Work order:
Would you return exactly the lines from the top of the data below through the one containing "pyautogui.click(x=<x>, y=<y>)", leaving out the pictures?

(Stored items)
-------------------------
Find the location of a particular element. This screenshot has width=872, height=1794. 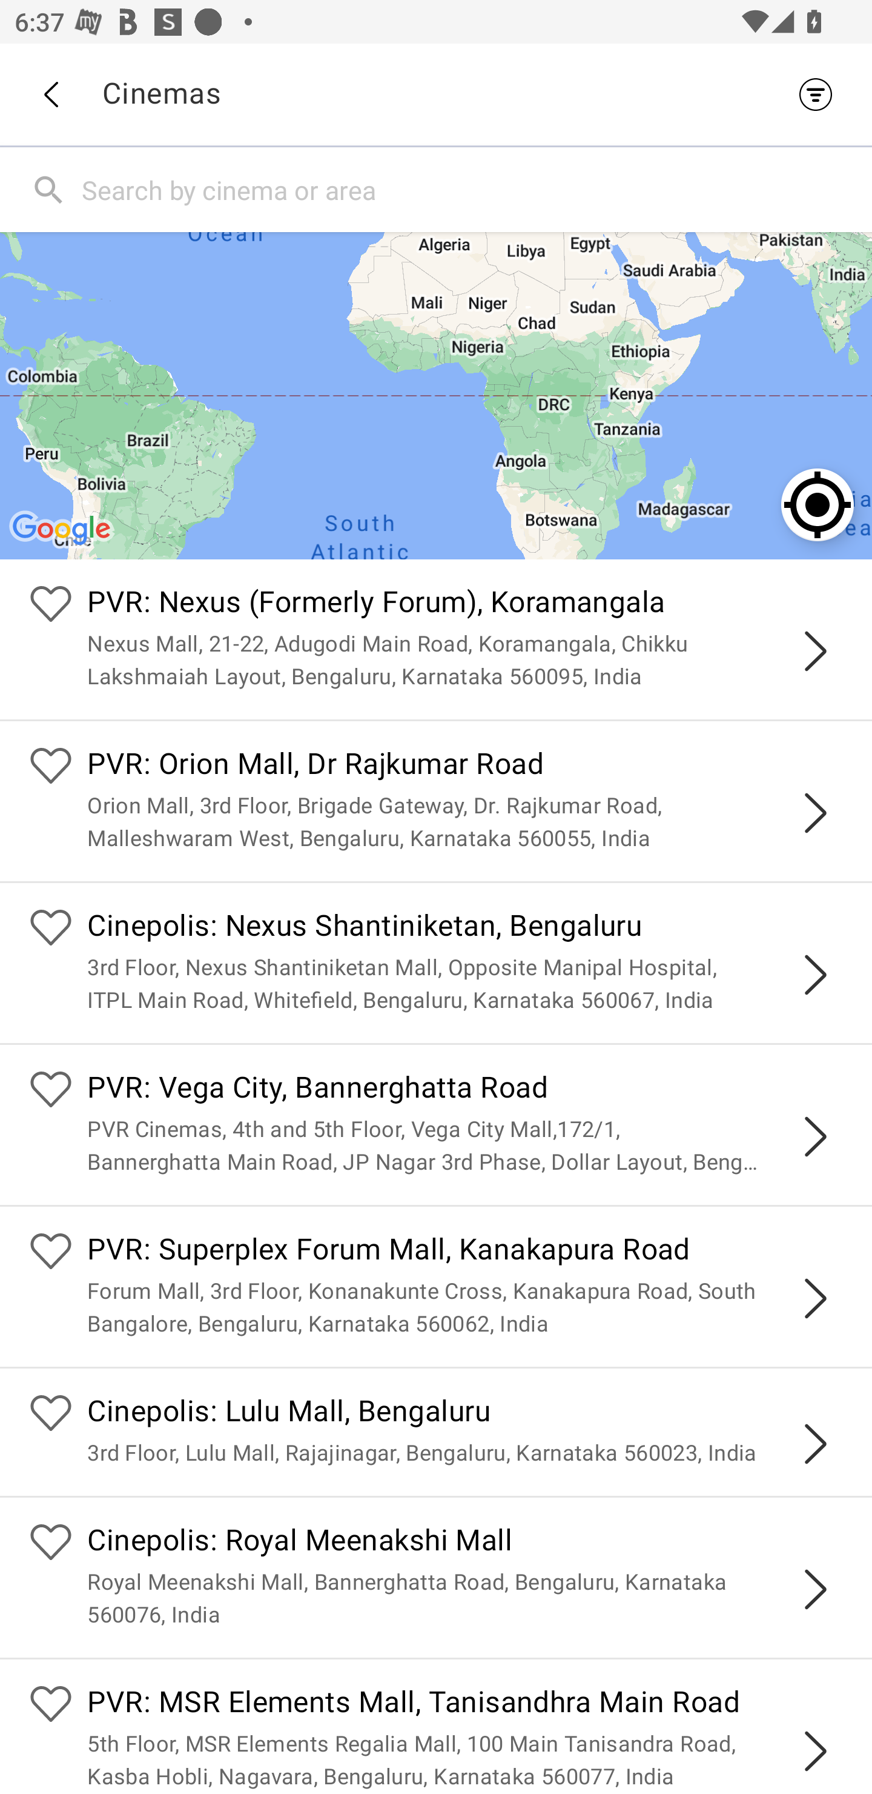

Back is located at coordinates (50, 95).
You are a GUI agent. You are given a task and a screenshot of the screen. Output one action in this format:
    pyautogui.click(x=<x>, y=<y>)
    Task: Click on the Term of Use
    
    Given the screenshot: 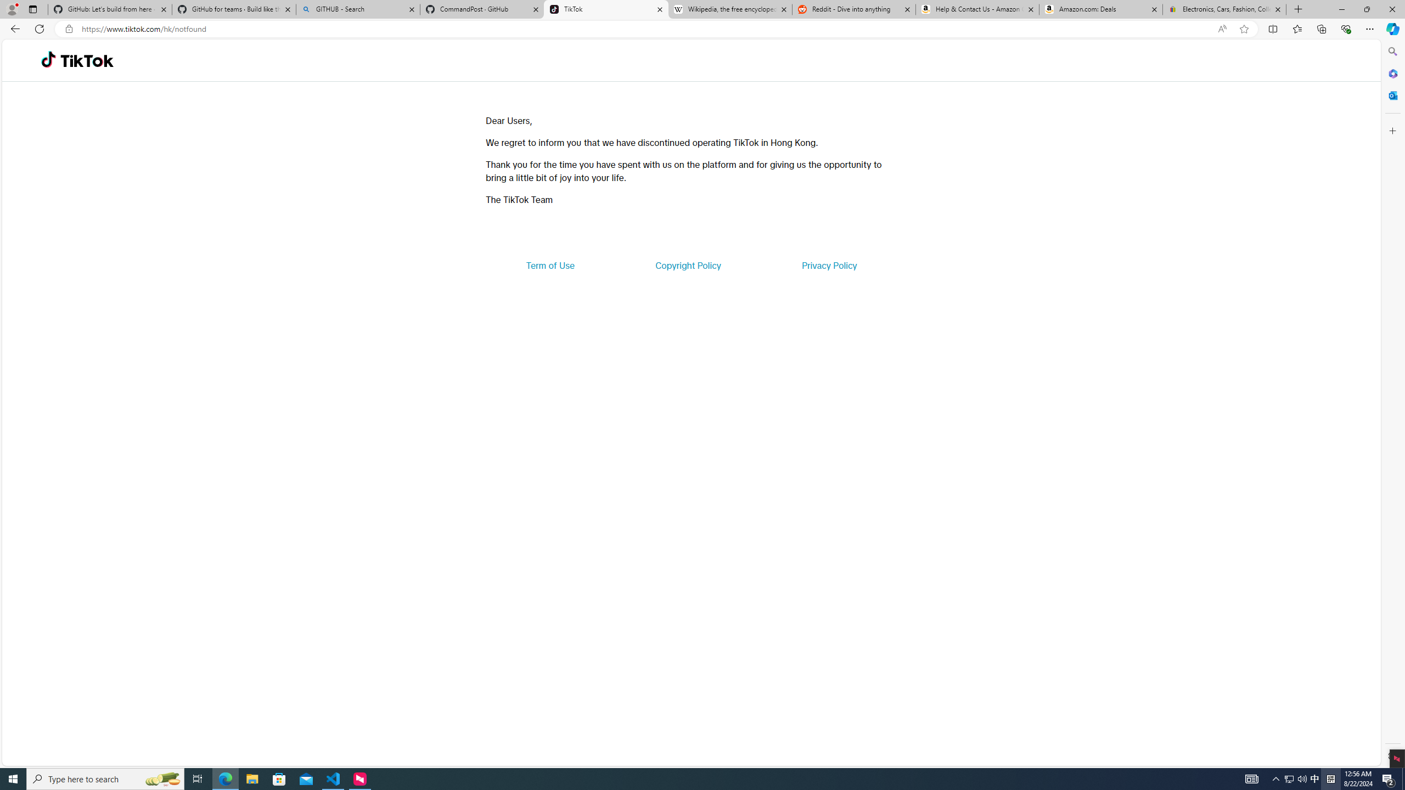 What is the action you would take?
    pyautogui.click(x=550, y=266)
-------------------------
Output below:
Find the location of a particular element. This screenshot has width=872, height=1794. 

Back is located at coordinates (50, 95).
You are a GUI agent. You are given a task and a screenshot of the screen. Output one action in this format:
    pyautogui.click(x=<x>, y=<y>)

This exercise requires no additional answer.